Failure Detection in Distributed Systems

Jul 4

In a single process, failure can feel direct. A function throws, a thread stops, or a local dependency returns an error. In a distributed system, failure is stranger: one process rarely observes another process failing. It observes silence.

Silence is ambiguous. The remote process might have crashed. It might be slow. The network might be dropping packets. A firewall, queue, pause, DNS issue, overloaded node, or delayed scheduler might be hiding a healthy process from you. This is why perfect failure detection is impossible in a real distributed system. A missing response is evidence, not proof.

Failure detection is a guess

Failure detectors turn missing communication into an operational decision: after waiting long enough, the system treats a peer as unavailable and starts doing something else.

That decision is always a trade-off. A short timeout detects real failures quickly, which can reduce user-visible downtime. But it also increases false suspicions: a slow process can be mistaken for a dead one. A long timeout avoids some false alarms, but it delays recovery when the failure is real.

Waiting forever is usually worse than being imperfect. If a caller never gives up, it cannot retry, fail over, shed load, show an error, or trigger repair. Distributed systems need timeouts because uncertainty must eventually become action.

Request-time checks

The simplest failure detector is the normal request path. A service sends work to another service, waits for a response, and treats timeout or connection failure as a sign that the dependency is unavailable.

This is often enough when calls are infrequent or when the system does not need to react before the next real request arrives. It keeps the design simple because the system learns about failure only when it actually needs the dependency.

Pings and heartbeats

Some systems need to notice failure before useful work is sent. They use proactive checks.

A ping asks another process, "are you reachable right now?" A heartbeat is the inverse rhythm: a process sends regular liveness signals, and peers become suspicious when those signals stop.

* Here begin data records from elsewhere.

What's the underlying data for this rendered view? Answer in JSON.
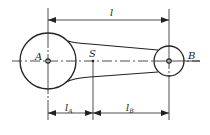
{
  "diagram": {
    "type": "connecting-rod",
    "points": {
      "A": {
        "label": "A",
        "x": 48,
        "y": 61
      },
      "S": {
        "label": "S",
        "x": 93,
        "y": 61
      },
      "B": {
        "label": "B",
        "x": 169,
        "y": 61
      }
    },
    "dimensions": {
      "l": {
        "label": "l"
      },
      "lA": {
        "label": "l",
        "sub": "A"
      },
      "lB": {
        "label": "l",
        "sub": "B"
      }
    },
    "colors": {
      "stroke": "#222222",
      "background": "#ffffff"
    }
  }
}
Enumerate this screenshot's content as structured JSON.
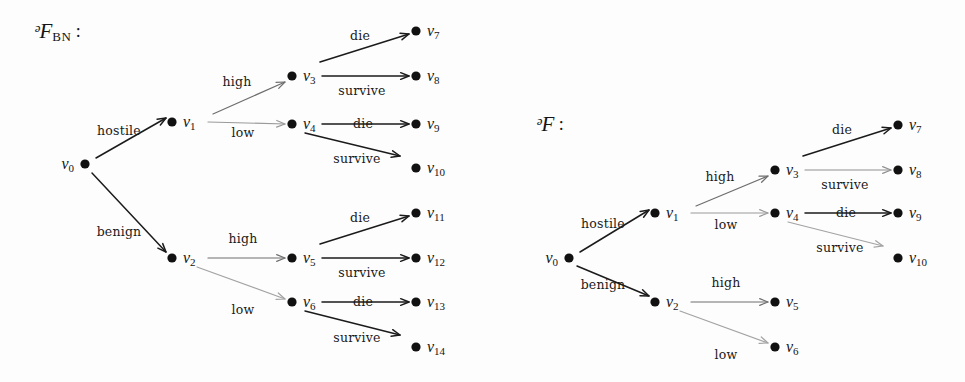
{
  "figure": {
    "background_color": "#fdfdfd",
    "node_color": "#111111",
    "label_color": "#141414",
    "width": 965,
    "height": 382
  },
  "panels": [
    {
      "id": "panel-bn",
      "title_symbol": "ᵊF",
      "title_subscript": "BN",
      "title_colon": " :",
      "title_x": 34,
      "title_y": 33,
      "nodes": [
        {
          "id": "v0",
          "label": "v",
          "sub": "0",
          "x": 85,
          "y": 164,
          "label_side": "left",
          "r": 4.6
        },
        {
          "id": "v1",
          "label": "v",
          "sub": "1",
          "x": 172,
          "y": 122,
          "label_side": "right",
          "r": 4.6
        },
        {
          "id": "v2",
          "label": "v",
          "sub": "2",
          "x": 172,
          "y": 258,
          "label_side": "right",
          "r": 4.6
        },
        {
          "id": "v3",
          "label": "v",
          "sub": "3",
          "x": 292,
          "y": 76,
          "label_side": "right",
          "r": 4.6
        },
        {
          "id": "v4",
          "label": "v",
          "sub": "4",
          "x": 292,
          "y": 124,
          "label_side": "right",
          "r": 4.6
        },
        {
          "id": "v5",
          "label": "v",
          "sub": "5",
          "x": 292,
          "y": 258,
          "label_side": "right",
          "r": 4.6
        },
        {
          "id": "v6",
          "label": "v",
          "sub": "6",
          "x": 292,
          "y": 302,
          "label_side": "right",
          "r": 4.6
        },
        {
          "id": "v7",
          "label": "v",
          "sub": "7",
          "x": 416,
          "y": 31,
          "label_side": "right",
          "r": 4.6
        },
        {
          "id": "v8",
          "label": "v",
          "sub": "8",
          "x": 416,
          "y": 76,
          "label_side": "right",
          "r": 4.6
        },
        {
          "id": "v9",
          "label": "v",
          "sub": "9",
          "x": 416,
          "y": 124,
          "label_side": "right",
          "r": 4.6
        },
        {
          "id": "v10",
          "label": "v",
          "sub": "10",
          "x": 416,
          "y": 168,
          "label_side": "right",
          "r": 4.6
        },
        {
          "id": "v11",
          "label": "v",
          "sub": "11",
          "x": 416,
          "y": 213,
          "label_side": "right",
          "r": 4.6
        },
        {
          "id": "v12",
          "label": "v",
          "sub": "12",
          "x": 416,
          "y": 258,
          "label_side": "right",
          "r": 4.6
        },
        {
          "id": "v13",
          "label": "v",
          "sub": "13",
          "x": 416,
          "y": 302,
          "label_side": "right",
          "r": 4.6
        },
        {
          "id": "v14",
          "label": "v",
          "sub": "14",
          "x": 416,
          "y": 347,
          "label_side": "right",
          "r": 4.6
        }
      ],
      "edges": [
        {
          "id": "e-v0-v1",
          "from": "v0",
          "to": "v1",
          "label": "hostile",
          "lx": 119,
          "ly": 131,
          "x1": 96,
          "y1": 158,
          "x2": 166,
          "y2": 118,
          "color": "#1b1b1b",
          "width": 1.5
        },
        {
          "id": "e-v0-v2",
          "from": "v0",
          "to": "v2",
          "label": "benign",
          "lx": 119,
          "ly": 232,
          "x1": 92,
          "y1": 173,
          "x2": 166,
          "y2": 252,
          "color": "#1b1b1b",
          "width": 1.5
        },
        {
          "id": "e-v1-v3",
          "from": "v1",
          "to": "v3",
          "label": "high",
          "lx": 237,
          "ly": 82,
          "x1": 213,
          "y1": 114,
          "x2": 285,
          "y2": 82,
          "color": "#6e6e6e",
          "width": 1.2
        },
        {
          "id": "e-v1-v4",
          "from": "v1",
          "to": "v4",
          "label": "low",
          "lx": 243,
          "ly": 133,
          "x1": 208,
          "y1": 122,
          "x2": 285,
          "y2": 124,
          "color": "#9a9a9a",
          "width": 1.2
        },
        {
          "id": "e-v2-v5",
          "from": "v2",
          "to": "v5",
          "label": "high",
          "lx": 243,
          "ly": 239,
          "x1": 208,
          "y1": 258,
          "x2": 285,
          "y2": 258,
          "color": "#6e6e6e",
          "width": 1.2
        },
        {
          "id": "e-v2-v6",
          "from": "v2",
          "to": "v6",
          "label": "low",
          "lx": 243,
          "ly": 310,
          "x1": 197,
          "y1": 267,
          "x2": 285,
          "y2": 299,
          "color": "#a3a3a3",
          "width": 1.2
        },
        {
          "id": "e-v3-v7",
          "from": "v3",
          "to": "v7",
          "label": "die",
          "lx": 360,
          "ly": 36,
          "x1": 320,
          "y1": 62,
          "x2": 409,
          "y2": 34,
          "color": "#1b1b1b",
          "width": 1.5
        },
        {
          "id": "e-v3-v8",
          "from": "v3",
          "to": "v8",
          "label": "survive",
          "lx": 362,
          "ly": 91,
          "x1": 322,
          "y1": 76,
          "x2": 409,
          "y2": 76,
          "color": "#1b1b1b",
          "width": 1.5
        },
        {
          "id": "e-v4-v9",
          "from": "v4",
          "to": "v9",
          "label": "die",
          "lx": 363,
          "ly": 124,
          "x1": 322,
          "y1": 124,
          "x2": 409,
          "y2": 124,
          "color": "#1b1b1b",
          "width": 1.5
        },
        {
          "id": "e-v4-v10",
          "from": "v4",
          "to": "v10",
          "label": "survive",
          "lx": 357,
          "ly": 159,
          "x1": 305,
          "y1": 133,
          "x2": 400,
          "y2": 156,
          "color": "#1b1b1b",
          "width": 1.5
        },
        {
          "id": "e-v5-v11",
          "from": "v5",
          "to": "v11",
          "label": "die",
          "lx": 360,
          "ly": 218,
          "x1": 320,
          "y1": 244,
          "x2": 409,
          "y2": 216,
          "color": "#1b1b1b",
          "width": 1.5
        },
        {
          "id": "e-v5-v12",
          "from": "v5",
          "to": "v12",
          "label": "survive",
          "lx": 362,
          "ly": 273,
          "x1": 322,
          "y1": 258,
          "x2": 409,
          "y2": 258,
          "color": "#1b1b1b",
          "width": 1.5
        },
        {
          "id": "e-v6-v13",
          "from": "v6",
          "to": "v13",
          "label": "die",
          "lx": 363,
          "ly": 302,
          "x1": 322,
          "y1": 302,
          "x2": 409,
          "y2": 302,
          "color": "#1b1b1b",
          "width": 1.5
        },
        {
          "id": "e-v6-v14",
          "from": "v6",
          "to": "v14",
          "label": "survive",
          "lx": 357,
          "ly": 338,
          "x1": 305,
          "y1": 311,
          "x2": 400,
          "y2": 335,
          "color": "#1b1b1b",
          "width": 1.5
        }
      ]
    },
    {
      "id": "panel-t",
      "title_symbol": "ᵊF",
      "title_subscript": "",
      "title_colon": " :",
      "title_x": 536,
      "title_y": 126,
      "nodes": [
        {
          "id": "v0",
          "label": "v",
          "sub": "0",
          "x": 569,
          "y": 258,
          "label_side": "left",
          "r": 4.6
        },
        {
          "id": "v1",
          "label": "v",
          "sub": "1",
          "x": 655,
          "y": 213,
          "label_side": "right",
          "r": 4.6
        },
        {
          "id": "v2",
          "label": "v",
          "sub": "2",
          "x": 655,
          "y": 302,
          "label_side": "right",
          "r": 4.6
        },
        {
          "id": "v3",
          "label": "v",
          "sub": "3",
          "x": 775,
          "y": 170,
          "label_side": "right",
          "r": 4.6
        },
        {
          "id": "v4",
          "label": "v",
          "sub": "4",
          "x": 775,
          "y": 213,
          "label_side": "right",
          "r": 4.6
        },
        {
          "id": "v5",
          "label": "v",
          "sub": "5",
          "x": 775,
          "y": 302,
          "label_side": "right",
          "r": 4.6
        },
        {
          "id": "v6",
          "label": "v",
          "sub": "6",
          "x": 775,
          "y": 347,
          "label_side": "right",
          "r": 4.6
        },
        {
          "id": "v7",
          "label": "v",
          "sub": "7",
          "x": 898,
          "y": 125,
          "label_side": "right",
          "r": 4.6
        },
        {
          "id": "v8",
          "label": "v",
          "sub": "8",
          "x": 898,
          "y": 170,
          "label_side": "right",
          "r": 4.6
        },
        {
          "id": "v9",
          "label": "v",
          "sub": "9",
          "x": 898,
          "y": 213,
          "label_side": "right",
          "r": 4.6
        },
        {
          "id": "v10",
          "label": "v",
          "sub": "10",
          "x": 898,
          "y": 258,
          "label_side": "right",
          "r": 4.6
        }
      ],
      "edges": [
        {
          "id": "e-v0-v1",
          "from": "v0",
          "to": "v1",
          "label": "hostile",
          "lx": 603,
          "ly": 224,
          "x1": 580,
          "y1": 252,
          "x2": 649,
          "y2": 210,
          "color": "#1b1b1b",
          "width": 1.5
        },
        {
          "id": "e-v0-v2",
          "from": "v0",
          "to": "v2",
          "label": "benign",
          "lx": 603,
          "ly": 285,
          "x1": 577,
          "y1": 266,
          "x2": 649,
          "y2": 296,
          "color": "#1b1b1b",
          "width": 1.5
        },
        {
          "id": "e-v1-v3",
          "from": "v1",
          "to": "v3",
          "label": "high",
          "lx": 720,
          "ly": 177,
          "x1": 696,
          "y1": 206,
          "x2": 768,
          "y2": 176,
          "color": "#6e6e6e",
          "width": 1.2
        },
        {
          "id": "e-v1-v4",
          "from": "v1",
          "to": "v4",
          "label": "low",
          "lx": 726,
          "ly": 225,
          "x1": 691,
          "y1": 213,
          "x2": 768,
          "y2": 213,
          "color": "#9a9a9a",
          "width": 1.2
        },
        {
          "id": "e-v2-v5",
          "from": "v2",
          "to": "v5",
          "label": "high",
          "lx": 726,
          "ly": 283,
          "x1": 691,
          "y1": 302,
          "x2": 768,
          "y2": 302,
          "color": "#6e6e6e",
          "width": 1.2
        },
        {
          "id": "e-v2-v6",
          "from": "v2",
          "to": "v6",
          "label": "low",
          "lx": 726,
          "ly": 355,
          "x1": 680,
          "y1": 311,
          "x2": 768,
          "y2": 343,
          "color": "#a3a3a3",
          "width": 1.2
        },
        {
          "id": "e-v3-v7",
          "from": "v3",
          "to": "v7",
          "label": "die",
          "lx": 842,
          "ly": 130,
          "x1": 803,
          "y1": 156,
          "x2": 891,
          "y2": 128,
          "color": "#1b1b1b",
          "width": 1.5
        },
        {
          "id": "e-v3-v8",
          "from": "v3",
          "to": "v8",
          "label": "survive",
          "lx": 845,
          "ly": 185,
          "x1": 805,
          "y1": 170,
          "x2": 891,
          "y2": 170,
          "color": "#8f8f8f",
          "width": 1.2
        },
        {
          "id": "e-v4-v9",
          "from": "v4",
          "to": "v9",
          "label": "die",
          "lx": 846,
          "ly": 213,
          "x1": 805,
          "y1": 213,
          "x2": 891,
          "y2": 213,
          "color": "#1b1b1b",
          "width": 1.5
        },
        {
          "id": "e-v4-v10",
          "from": "v4",
          "to": "v10",
          "label": "survive",
          "lx": 840,
          "ly": 248,
          "x1": 788,
          "y1": 222,
          "x2": 883,
          "y2": 246,
          "color": "#a3a3a3",
          "width": 1.2
        }
      ]
    }
  ]
}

Proactive checks are useful when processes interact frequently, when leadership or membership matters, or when quick failover is worth the extra traffic and complexity. They are less useful when interactions are rare and request-time detection gives the same practical result with fewer moving parts.

The practical rule

Do not ask for a perfect answer to "is this process dead?" A distributed system cannot give you that. Ask a better question: "how long should we wait before acting as if this process is unavailable?"

The answer depends on the cost of each mistake. If false suspicion is expensive, wait longer or require more evidence. If delayed recovery is expensive, use shorter timeouts and accept more false alarms. Failure detection is not about certainty. It is about choosing the least harmful moment to stop waiting.